FitBtch mythbusters: Cortisol and belly fat edition
- FitBtch HQ

- Aug 28
- 4 min read
As any midlife slag with a vague interest in health and wellness knows, cortisol (the hormone that manages stress, inflammation, blood sugar and your metabolism) causes belly fat. Or does it?! It's a statement that gets thrown around in women's health articles and social media so much it's started to sound like fact. You're bloody stressed (as a perimenopausal woman juggling life, work, probably kids and a world that feels like it's going down the pooper) and you've got a jigglier gunt than you used to have. Correlation is causation right? Er... no.
Here’s the truth: high stress doesn’t just beam fat directly onto your waistline. That’s not how the body works.

Cortisol is not some relentless belly-fat-producing hormone. But… cortisol does affect your body in ways that can indirectly lead to eating more, moving less, and – yep – ending up in a calorie surplus.
And a calorie surplus (eating/drinking more energy than you use) is what causes fat gain. Yes, it's as simple that.
Let's break this down a little further for the geeks in the back (which includes us, obv):
What is cortisol?
Cortisol is your stress hormone, produced by your adrenal glands. It’s a very necessary little chemical. It helps you wake up in the morning, it rises when you exercise and, (its most famous function) it keeps you alert when you need to get shit done (or when you need to get the feck out of somewhere dodgy).
Your cortisol should naturally rise and fall across the day. The issue really isn’t cortisol itself. The issue comes when your level of it is constantly elevated and your body never really gets a break.
So what can we do? Read on.
What keeps cortisol chronically high?
You don't need us to state the bleedin' obvious:
Poor sleep (hello scrolling at bedtime).
Living on caffeine and not eating properly.
Over-doing exercise without proper recovery.
A busy life with loads of plates spinning and very little downtime.
Midlife hormones changing the game – menopause makes us more sensitive, so cortisol can spike more easily.
None of these on their own will make your waistline expand. But together, they create the perfect storm for bone-crushing fatigue, poor recovery, crappy food choices and just generally less movement. You're starting to get it now!
How cortisol impacts behaviour
When you’re chronically stressed, a few things start to happen. Your appetite hormones (aka ghrelin and leptin) get all out of whack. This makes you crave quick energy foods, sugary baked goods, crisps, all your usual ultra-processed comfort food.
Poor sleep makes it even harder to regulate appetite and energy. You give in to said cravings. You’re exhausted, so working out is literally at the bottom of the to-do list. All your good intentions go to pot.
In simple terms, stressed out slags tend to eat more and move less, and that’s the calorie surplus that leads to fat gain. It wasn't the cortisol that added the jiggle to your middle. But your behaviour in the face of high stress did.
Why is it easier to gain belly fat in midlife?
Here’s the real kick (in the gunt). When we’re younger, if we gain a bit of fat, it tends on most body types and shapes to sit on our hips, thighs and arse. In midlife and peri/menopause, as oestrogen declines, fat distribution changes. The body is more likely to store extra energy around the middle, especially as visceral fat (fat around the internal organs).
Add higher stress and higher cortisol into the mix, plus your ability to regulate insulin, aka the hormone that deals with blood sugar (and more specifically, that clears out sugars that aren't being burned during high energy fight-or-flight situations) can also change. Combine that with the inevitable hormonal shifts, and you’ve got the midlife belly pooch that a lot of women suddenly notice for the first time.
So what can we do?
The answer isn’t to magically 'get rid' of cortisol (you do actually need it!) but to manage the lifestyle factors that push it from normal levels to chronically high:
Prioritise consistent, decent sleep. Put the phone down babes. Get an app that blocks the doom-scrolling sites if you need to (and believe us, we get it)!
Eat properly. That means enough (guess what?) protein, fibre and generally carb-balanced meals. *cough* oh hey FitBtch Nutrition Hub *cough*
MOVE. Exercise consistently but don’t hammer your body with loads of cardio or too much anything. Lift things, stretch and condition. Strength train on the regular and recover from it before the next session.
Do your very best to build habits and lifestyle changes that actually work to manage your stress levels. Find what brings you calm and peace. If that's exercise – amazing! You know where to find us! Otherwise, getting in nature, crafts, seeing your friends more. Stop pushing yourself to the bottom of the priority list.
Because at the end of the day, belly fat isn’t about some sinister hormone that's dead set on sabotaging you. It’s about energy balance, lifestyle and how your body changes during midlife.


--- ASSIGNMENT ---
Would you copy each line of the records that includes the word "label"?

========

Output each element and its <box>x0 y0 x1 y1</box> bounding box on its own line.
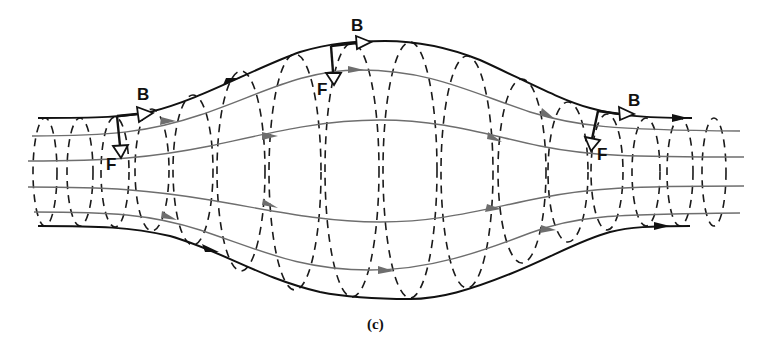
arrow-icon <box>672 114 688 122</box>
current-loop <box>217 71 265 271</box>
force-vector-icon <box>326 73 341 85</box>
force-label-F: F <box>597 145 607 164</box>
field-label-B: B <box>628 91 640 110</box>
arrow-icon <box>348 66 364 73</box>
figure-caption: (c) <box>367 316 384 333</box>
current-loop <box>632 118 660 226</box>
current-loop <box>441 56 493 288</box>
field-label-B: B <box>137 85 149 104</box>
field-vector-icon <box>356 36 371 49</box>
current-loop <box>269 54 321 290</box>
flux-tube-diagram: B F B F B F (c) <box>0 0 764 364</box>
arrow-icon <box>161 211 177 220</box>
force-label-F: F <box>106 155 116 174</box>
arrow-icon <box>378 266 394 274</box>
field-label-B: B <box>351 16 363 35</box>
arrow-icon <box>654 222 670 230</box>
current-loops <box>33 42 726 298</box>
boundary-field-lines <box>38 41 692 299</box>
current-loop <box>548 102 588 242</box>
bottom-boundary <box>38 226 690 299</box>
inner-arrows <box>160 66 556 274</box>
arrow-icon <box>485 204 501 212</box>
current-loop <box>591 114 623 230</box>
current-loop <box>667 118 693 226</box>
current-loop <box>33 118 57 226</box>
annotation-top: B F <box>317 16 371 99</box>
boundary-arrows <box>202 78 688 252</box>
arrow-icon <box>202 244 219 252</box>
current-loop <box>702 118 726 226</box>
current-loop <box>383 42 437 298</box>
force-label-F: F <box>317 80 327 99</box>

========

--- ANSWER BOX ---
force-label-F: F <box>597 145 607 164</box>
field-label-B: B <box>628 91 640 110</box>
field-label-B: B <box>137 85 149 104</box>
force-label-F: F <box>106 155 116 174</box>
field-label-B: B <box>351 16 363 35</box>
force-label-F: F <box>317 80 327 99</box>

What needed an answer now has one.